→ YOUR GOAL
Starting at the line with "You are a GUI", set down each line of the entries below through the last one, exactly as it stands.

[DATA SHOWN Boundary: Start]

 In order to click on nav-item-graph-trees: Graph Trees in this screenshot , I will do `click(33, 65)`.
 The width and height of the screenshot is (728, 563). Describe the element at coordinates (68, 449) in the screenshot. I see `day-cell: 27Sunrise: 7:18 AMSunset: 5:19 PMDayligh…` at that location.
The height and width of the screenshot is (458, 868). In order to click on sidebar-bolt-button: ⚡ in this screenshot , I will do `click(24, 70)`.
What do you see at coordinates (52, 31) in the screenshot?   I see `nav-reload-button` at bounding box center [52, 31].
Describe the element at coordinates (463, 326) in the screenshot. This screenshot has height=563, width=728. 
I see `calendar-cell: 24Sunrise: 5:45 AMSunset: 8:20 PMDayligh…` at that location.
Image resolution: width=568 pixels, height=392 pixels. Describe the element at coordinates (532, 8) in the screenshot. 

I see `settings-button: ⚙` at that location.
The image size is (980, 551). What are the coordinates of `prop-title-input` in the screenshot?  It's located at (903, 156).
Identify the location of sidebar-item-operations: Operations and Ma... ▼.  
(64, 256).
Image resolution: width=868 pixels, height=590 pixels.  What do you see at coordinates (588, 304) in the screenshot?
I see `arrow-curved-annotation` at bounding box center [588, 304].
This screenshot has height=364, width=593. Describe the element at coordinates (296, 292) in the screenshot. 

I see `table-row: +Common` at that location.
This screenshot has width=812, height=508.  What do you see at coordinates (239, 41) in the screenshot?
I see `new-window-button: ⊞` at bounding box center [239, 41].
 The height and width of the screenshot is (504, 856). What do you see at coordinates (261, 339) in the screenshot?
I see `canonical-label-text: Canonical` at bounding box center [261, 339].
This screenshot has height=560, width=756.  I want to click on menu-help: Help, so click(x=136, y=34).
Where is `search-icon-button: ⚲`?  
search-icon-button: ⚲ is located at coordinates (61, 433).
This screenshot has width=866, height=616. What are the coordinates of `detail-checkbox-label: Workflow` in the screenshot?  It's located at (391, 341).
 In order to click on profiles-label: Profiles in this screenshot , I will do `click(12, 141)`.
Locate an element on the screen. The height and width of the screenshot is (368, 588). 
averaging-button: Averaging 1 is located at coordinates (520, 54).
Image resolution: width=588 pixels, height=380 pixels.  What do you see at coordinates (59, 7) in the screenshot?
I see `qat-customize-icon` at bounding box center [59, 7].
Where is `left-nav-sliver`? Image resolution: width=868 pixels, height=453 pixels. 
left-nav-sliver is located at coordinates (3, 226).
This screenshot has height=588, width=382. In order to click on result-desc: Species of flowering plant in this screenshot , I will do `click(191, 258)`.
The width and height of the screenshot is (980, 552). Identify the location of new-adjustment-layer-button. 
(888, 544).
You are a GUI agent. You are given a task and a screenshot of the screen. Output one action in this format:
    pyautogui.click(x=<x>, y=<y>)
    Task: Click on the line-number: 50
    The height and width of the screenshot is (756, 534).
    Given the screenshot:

[DATA SHOWN Boundary: End]

→ ANSWER TO THIS EXERCISE
You are a GUI agent. You are given a task and a screenshot of the screen. Output one action in this format:
    pyautogui.click(x=<x>, y=<y>)
    Task: Click on the line-number: 50
    The height and width of the screenshot is (756, 534).
    Given the screenshot:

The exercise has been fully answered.